Libya on Tuesday named Yousef al-Manqoush, a retired general from the anti-Qaddafi bastion of Misrata, as head of the armed forces in the first significant move to build a new Libyan military.
The appointment was announced as four fighters were killed in a gunbattle between rival militias in Tripoli, underlining the interim government’s difficulties in controlling the increasingly fractious groups who toppled former Libyan leader Muammar Qaddafi.
More than two months after he was captured and killed, real power remains in the hands of the militias, who have carved up Libya and its capital into competing fiefdoms, each holding out for the share of power they say they are owed.
To help reinstate law and order, the interim government plans to integrate thousands of former rebels in the military, the police and other civilian jobs. Some militia chiefs say they will only cede command of their fighters once an organized military and security apparatus is in place.
Manqoush’s appointment by National Transitional Council (NTC) chairman Mustafa Abdel Jalil could pave the way toward forming a structured military, but it is not clear yet whether militia commanders will accept him.
His prospects could be boosted by the fact that he hails from Misrata, besieged for months by Qaddafi’s forces and home to a number of the militias that helped to topple him and now seek what they see as a fair share of power. Rebels from Misrata in particular hold a vast arsenal of tanks, rockets and guns.

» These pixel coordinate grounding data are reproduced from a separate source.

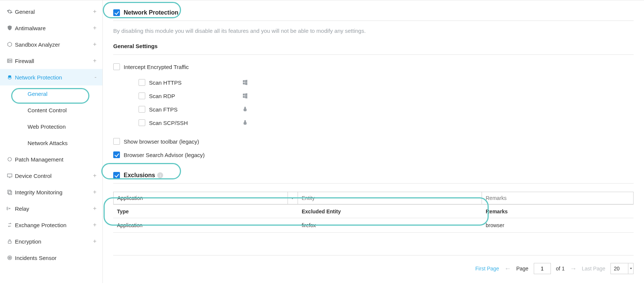 This screenshot has height=301, width=644. I want to click on scan-ftps-checkbox, so click(142, 109).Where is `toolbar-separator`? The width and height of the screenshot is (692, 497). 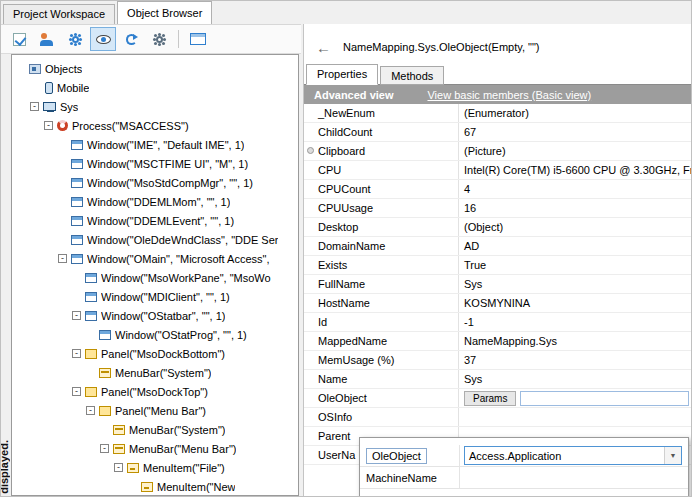 toolbar-separator is located at coordinates (178, 39).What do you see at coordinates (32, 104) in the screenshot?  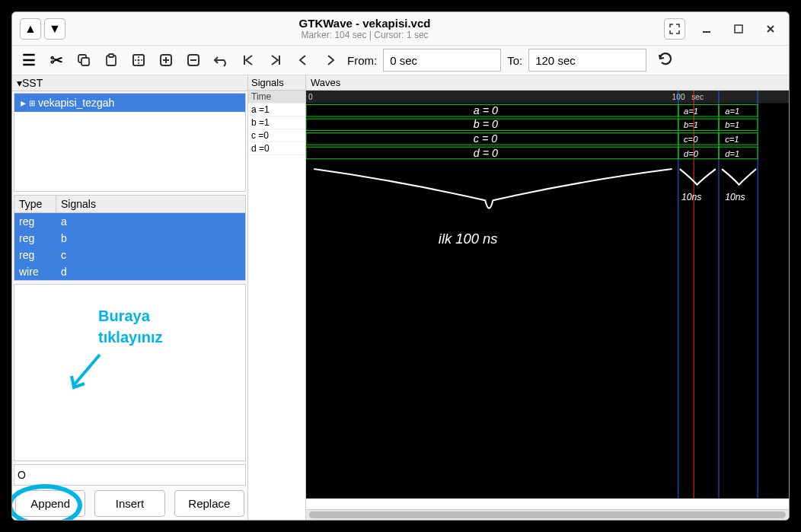 I see `module-icon: ⊞` at bounding box center [32, 104].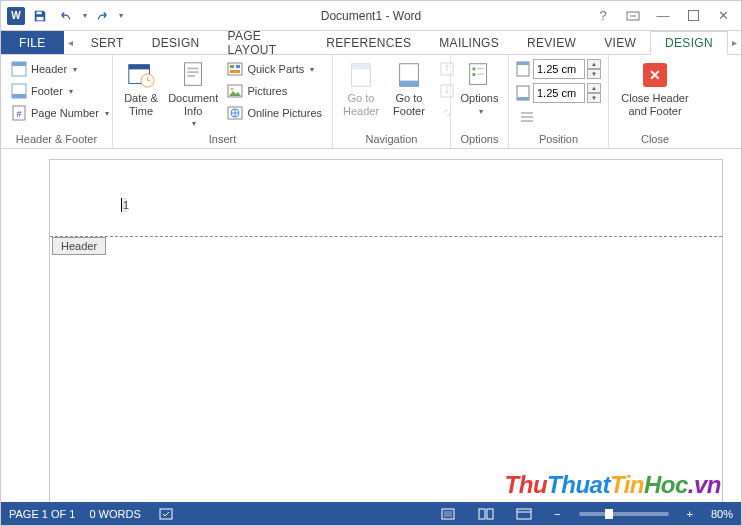  Describe the element at coordinates (558, 93) in the screenshot. I see `footer-from-bottom-field: ▲▼` at that location.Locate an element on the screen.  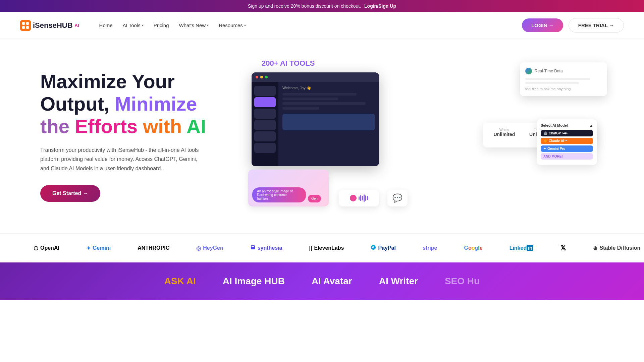
partners-bar: ⬡ OpenAI ✦ Gemini ANTHROPIC ◎ HeyGen syn… is located at coordinates (322, 248).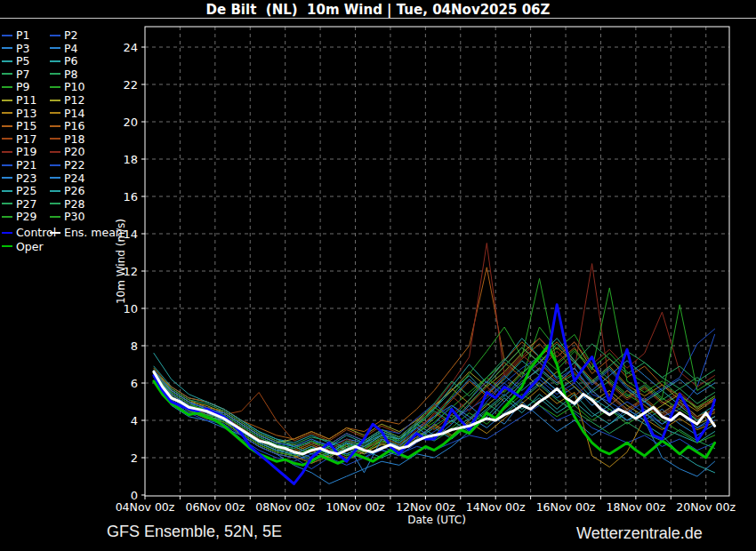 The image size is (756, 551). I want to click on y-tick-label: 24, so click(130, 48).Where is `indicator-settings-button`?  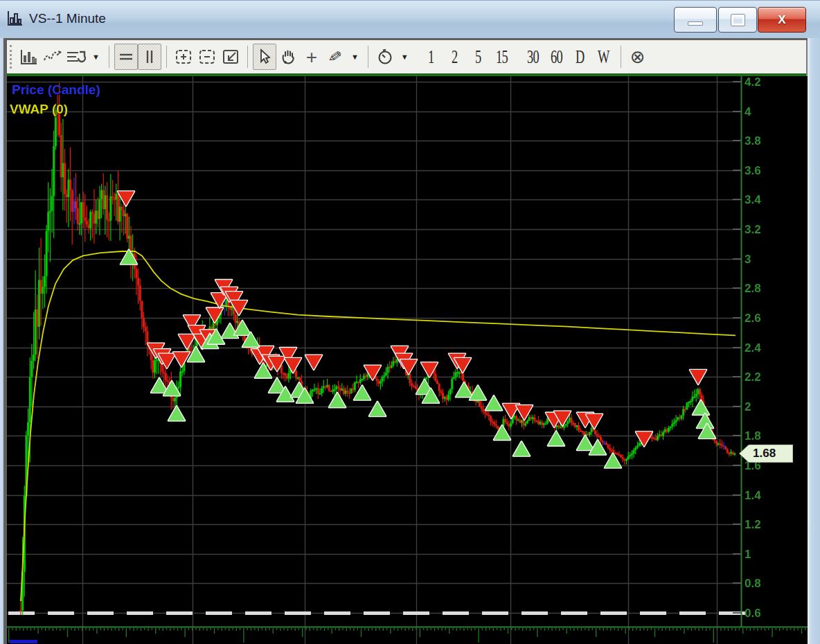 indicator-settings-button is located at coordinates (76, 57). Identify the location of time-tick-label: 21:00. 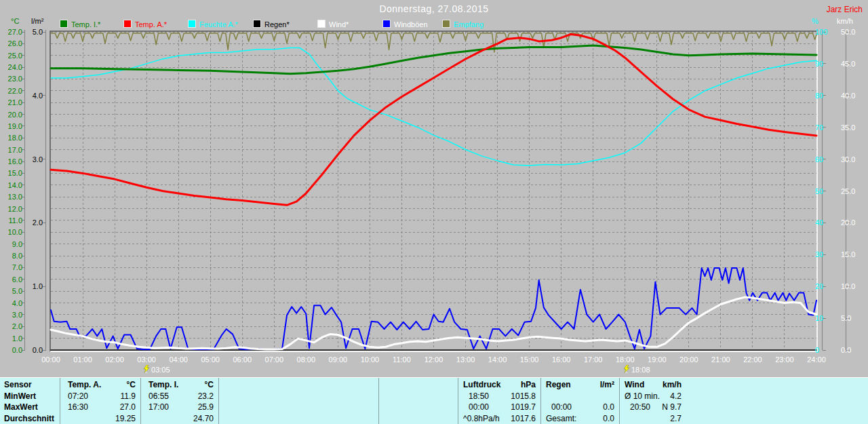
(721, 360).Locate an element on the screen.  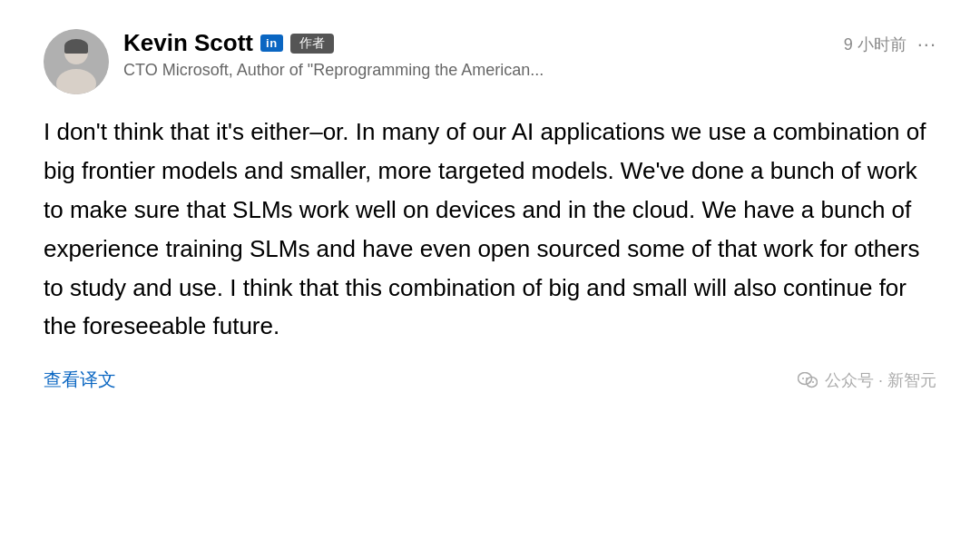
more-options-button: ··· is located at coordinates (927, 44).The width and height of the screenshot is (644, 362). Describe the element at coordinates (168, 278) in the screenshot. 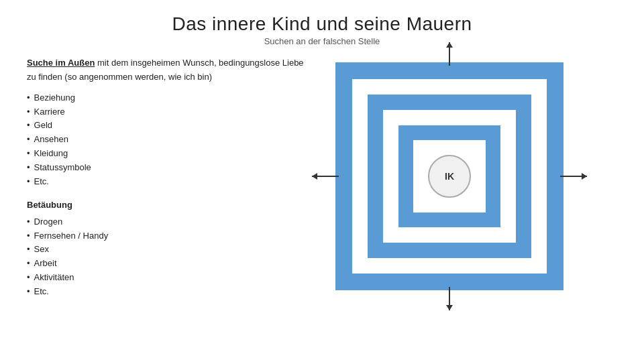

I see `list-item: Aktivitäten` at that location.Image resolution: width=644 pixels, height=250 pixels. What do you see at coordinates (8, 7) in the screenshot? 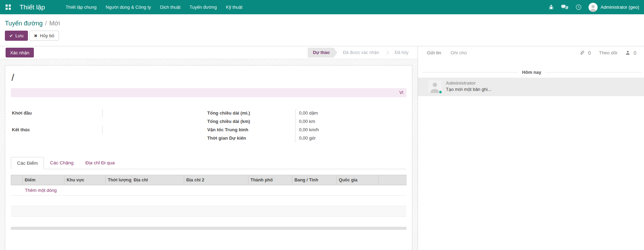
I see `apps-grid-icon` at bounding box center [8, 7].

Militias were given a Dec. 20 deadline to leave the capital and have dismantled most of their checkpoints and limited their presence on Tripoli’s streets, but crucially kept some bases.

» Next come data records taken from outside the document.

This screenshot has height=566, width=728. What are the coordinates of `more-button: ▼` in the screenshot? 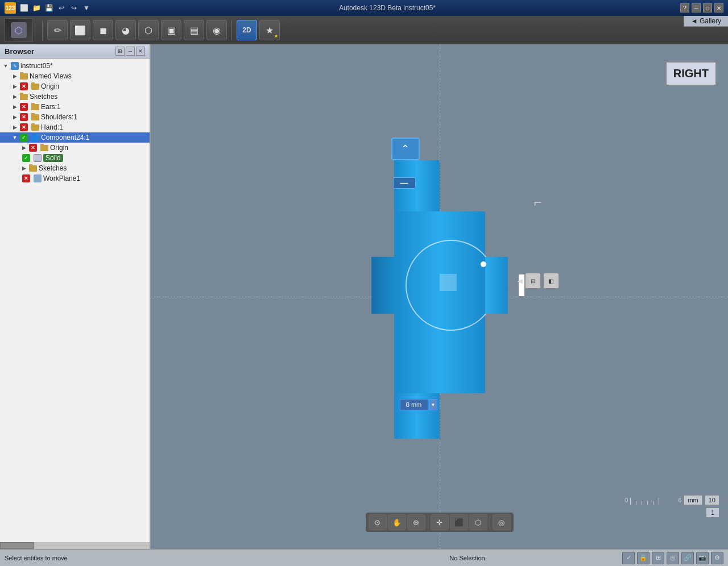 It's located at (86, 8).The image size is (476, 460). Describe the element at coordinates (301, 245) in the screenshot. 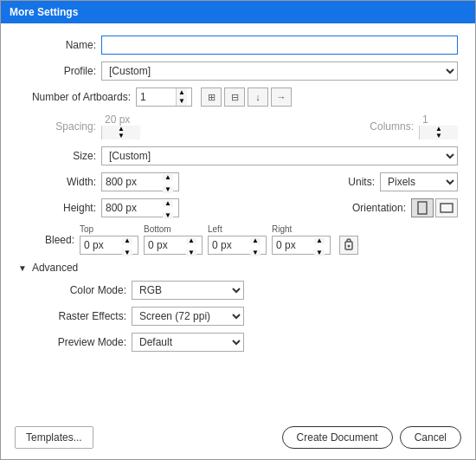

I see `bleed-right-spin: ▲ ▼` at that location. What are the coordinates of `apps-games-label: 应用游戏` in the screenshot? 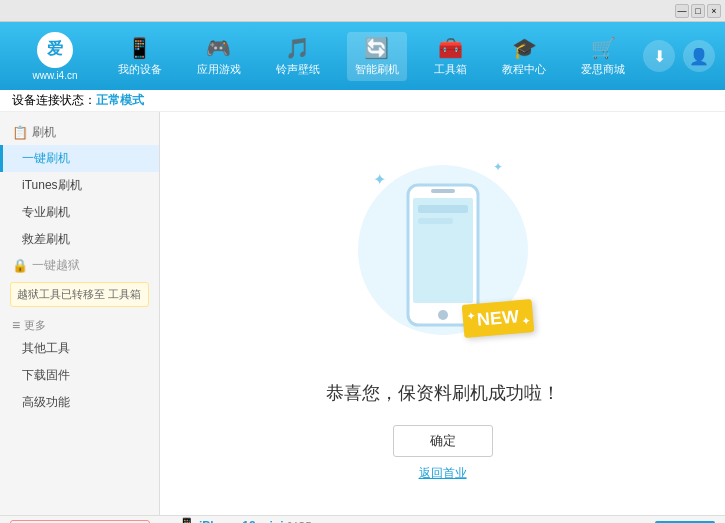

Tuesday’s battle on Tripoli’s Zawiya road was the first involving militias since Dec. 11, when soldiers from the new national army failed to wrest control of Tripoli’s international airport from a militia force from Zintan.
Former rebels from Tripoli controlling a security compound in the capital fought off dozens of fighters from Misrata who were trying to seize a group of prisoners in a gunbattle that lasted more than an hour, medics and former rebels said.
“Some of them screamed ‘We’re from Misrata, you dogs!’ while they were firing,” another Tripoli fighter said. “They wanted to take them [the prisoners] by force, they used 106mm [rocket] launchers and 14mm machine guns.”
Afterwards, armed men combed central Tripoli looking for Misratan fighters. A witness saw them capture one man, and kick and punch him as he was marched into the compound.